“Thanks,” I replied, “I’ll be delighted to make a fourth. You’re the only man I’d trust to take me down. It’s too fast for me!” I added with a laugh.

“Is it really a fast run?” asked the bride, smiling.

“Well, you will see for yourself,” I replied.

Laughing gayly we went over the snow, past the bend at the village shop where one can obtain anything from a Swiss cuckoo clock, to a paper of pins, and whose elderly proprietor is one of the best ski instructors in the canton. Paying our fare, we ascended by the rack-railway up the snowy heights of the Allmendhubel.

On the truck was our heavy “bob,” with its steel frame and runners, and its delicate controls. At the summit the attendants pushed it along the flat to the narrow entrance of the bob-run which a hundred hands had, a few weeks before, constructed in the snow, digging it all out and making many banked-up hair-pin bends down the side of the mountain for two and a half miles back into Mürren.

Those curves are scientifically calculated for speed, but it takes an expert to negotiate them successfully. The crew of a “big bob” must know the course, and be alert to the command of the driver to bend over “right,” “left,” or “up.” One’s first trip in a “bob” on a fast run is an experience never to be forgotten. But both the bride and bridegroom revealed that they had done such things before.

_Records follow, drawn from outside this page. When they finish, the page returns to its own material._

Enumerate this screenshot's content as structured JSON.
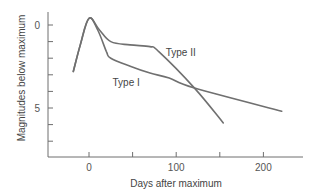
{
  "chart_data": {
    "type": "line",
    "title": "",
    "xlabel": "Days after maximum",
    "ylabel": "Magnitudes below maximum",
    "xlim": [
      -35,
      245
    ],
    "ylim": [
      8,
      -1
    ],
    "y_inverted": true,
    "grid": false,
    "x_ticks": [
      0,
      50,
      100,
      150,
      200
    ],
    "x_tick_labels": [
      "0",
      "",
      "100",
      "",
      "200"
    ],
    "y_ticks": [
      0,
      1,
      2,
      3,
      4,
      5,
      6,
      7
    ],
    "y_tick_labels": [
      "0",
      "",
      "",
      "",
      "",
      "5",
      "",
      ""
    ],
    "series": [
      {
        "name": "Type I",
        "label": "Type I",
        "x": [
          -18,
          -10,
          0,
          10,
          20,
          25,
          48,
          70,
          92,
          121,
          221
        ],
        "y": [
          2.8,
          1.2,
          -0.4,
          0.3,
          1.6,
          2.0,
          2.5,
          2.9,
          3.2,
          3.8,
          5.2
        ],
        "label_pos": {
          "x": 27,
          "y": 3.7
        }
      },
      {
        "name": "Type II",
        "label": "Type II",
        "x": [
          -18,
          -10,
          0,
          12,
          25,
          47,
          70,
          80,
          121,
          154
        ],
        "y": [
          2.8,
          1.2,
          -0.4,
          0.3,
          1.0,
          1.2,
          1.3,
          1.6,
          3.8,
          5.9
        ],
        "label_pos": {
          "x": 88,
          "y": 1.85
        }
      }
    ],
    "colors": {
      "curve": "#707070",
      "axis": "#6e6e6e",
      "text": "#444444"
    }
  }
}
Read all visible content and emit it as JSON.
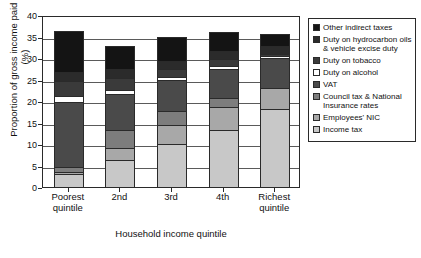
{
  "chart_data": {
    "type": "bar",
    "subtype": "stacked-bar",
    "title": "",
    "xlabel": "Household income quintile",
    "ylabel": "Proportion of gross income paid in tax (%)",
    "categories": [
      "Poorest quintile",
      "2nd",
      "3rd",
      "4th",
      "Richest quintile"
    ],
    "ylim": [
      0,
      40
    ],
    "yticks": [
      0,
      5,
      10,
      15,
      20,
      25,
      30,
      35,
      40
    ],
    "ytick_labels": [
      "0",
      "5",
      "10",
      "15",
      "20",
      "25",
      "30",
      "35",
      "40"
    ],
    "grid": true,
    "legend_position": "right",
    "stack_order_bottom_to_top": [
      "Income tax",
      "Employees' NIC",
      "Council tax & National Insurance rates",
      "VAT",
      "Duty on alcohol",
      "Duty on tobacco",
      "Duty on hydrocarbon oils & vehicle excise duty",
      "Other indirect taxes"
    ],
    "series": [
      {
        "name": "Income tax",
        "color": "#c8c8c8",
        "values": [
          3.0,
          6.2,
          10.0,
          13.2,
          18.2
        ]
      },
      {
        "name": "Employees' NIC",
        "color": "#a8a8a8",
        "values": [
          0.5,
          2.9,
          4.5,
          5.4,
          4.9
        ]
      },
      {
        "name": "Council tax & National Insurance rates",
        "color": "#7d7d7d",
        "values": [
          1.2,
          4.1,
          3.2,
          2.0,
          0.0
        ]
      },
      {
        "name": "VAT",
        "color": "#4a4a4a",
        "values": [
          15.0,
          8.5,
          7.2,
          6.9,
          6.8
        ]
      },
      {
        "name": "Duty on alcohol",
        "color": "#ffffff",
        "values": [
          1.5,
          0.8,
          0.8,
          0.7,
          0.5
        ]
      },
      {
        "name": "Duty on tobacco",
        "color": "#3a3a3a",
        "values": [
          3.5,
          2.9,
          1.8,
          1.6,
          0.6
        ]
      },
      {
        "name": "Duty on hydrocarbon oils & vehicle excise duty",
        "color": "#2b2b2b",
        "values": [
          2.1,
          2.1,
          1.8,
          1.9,
          1.7
        ]
      },
      {
        "name": "Other indirect taxes",
        "color": "#141414",
        "values": [
          9.5,
          5.3,
          5.7,
          4.4,
          3.0
        ]
      }
    ],
    "totals": [
      36.3,
      32.8,
      35.0,
      36.1,
      35.7
    ]
  },
  "legend": {
    "items": [
      {
        "label": "Other indirect taxes",
        "color": "#141414"
      },
      {
        "label": "Duty on hydrocarbon oils & vehicle excise duty",
        "color": "#2b2b2b"
      },
      {
        "label": "Duty on tobacco",
        "color": "#3a3a3a"
      },
      {
        "label": "Duty on alcohol",
        "color": "#ffffff"
      },
      {
        "label": "VAT",
        "color": "#4a4a4a"
      },
      {
        "label": "Council tax & National Insurance rates",
        "color": "#7d7d7d"
      },
      {
        "label": "Employees' NIC",
        "color": "#a8a8a8"
      },
      {
        "label": "Income tax",
        "color": "#c8c8c8"
      }
    ]
  }
}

At the “gate” of the run—a narrow cut eight feet deep in the snow—a smiling Swiss stood beside the telephone, which gave “clear passage.” Burton, as an expert, who took no chances, had the “bob” turned over, and examined the brakes and controls, which sometimes get clogged with snow.

We all got in and set our feet forward on the rests, I being behind to act as brakesman, and to “brake” at the instant order of Burton.

“Everybody all right?” he asked, as we settled ourselves behind each other on the big bob.

We responded that we were, then four men pushed us off down the narrow icy slope.